Leaving aside the horrors of actual torture, it is interesting to examine how the issue plays in the current US presidential campaign. Most prominent is Senator John McCain’s use of torture as an element that qualifies him to lead. He suffered torture as a POW during the Vietnam war. In part, it made him a hero. He suffered for his country. Ultimately, torture led him to the realization that he loved his country above all else and, if he survived, would dedicate his life to public service.
This story is so moving and powerful that the campaign uses it as a foundation of its appeal to voters. Here’s one McCain campaign ad that features the story, almost too insistently:
[youtube]http://www.youtube.com/watch?v=6W9v0mCyLCg[/youtube]

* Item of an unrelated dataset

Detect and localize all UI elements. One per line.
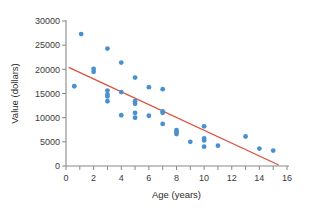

There is much to admire in Sen. McCain’s record and how he then addressed the torture issue as a senator. For much of this current administration, he has been a passionate and frequent opponent to the Bush Administration’s use of torture and attempts to legalize and soft-pedal it in the “War on Terror.” Here is a distilled example of his principled opposition to the use of torture in places where suspects in the “War on Terror” are held (he addresses the torture technique of waterboarding, but rightly sees it only as one way of torturing prisoners):
[youtube]http://www.youtube.com/watch?v=6Kj_sHEcnP4[/youtube]
McCain later — and unfortunately, in my view — softened his position on the US use of torture. Last February, he voted against a bill that would have banned the CIA from using waterboarding as an interrogation tactic. The bill would have required the CIA to abide by the Army Field Manual, which also prohibits beatings, electric or temperature shocks, forced nudity, mock executions, and the use of dogs. Defending his vote,McCain said that while he remains opposed to waterboarding, “We always supported allowing the CIA to use extra measures.”
As the Boston Globe commented dryly, “Extra measures? Then what are rules for?”
Even then, I was not prepared for this tidbit in Gov. Sarah Palin’s nomination acceptance speech at the Republican National Convention. After Republican after Republican extolled McCain’s war hero record and went into sometimes excruciating detail about his torture at the hands of the North Vietnamese, Palin — with that smirk she tries to pass off as irony — said this:
Al Qaida terrorists still plot to inflict catastrophic harm on America, and he’s worried that someone won’t read them their rights.
As one blogger put it, “that’s Republican-speak — now at last adopted with full throat by the McCain campaign — for ‘will not stop inflicting on suspected terrorists every torture that was inflicted on John McCain by the North Vietnamese.'”
So torture is not OK when it is used against “us.” Torture is OK when it is used against “them.”
I’m not a McCain supporter, but I do believe he is a better man than this. He knows first hand what torture is and rightly opposed it. He should be the “maverick” he claims to be and reassert that position, and not sacrifice his honor and credibility on this crucial issue.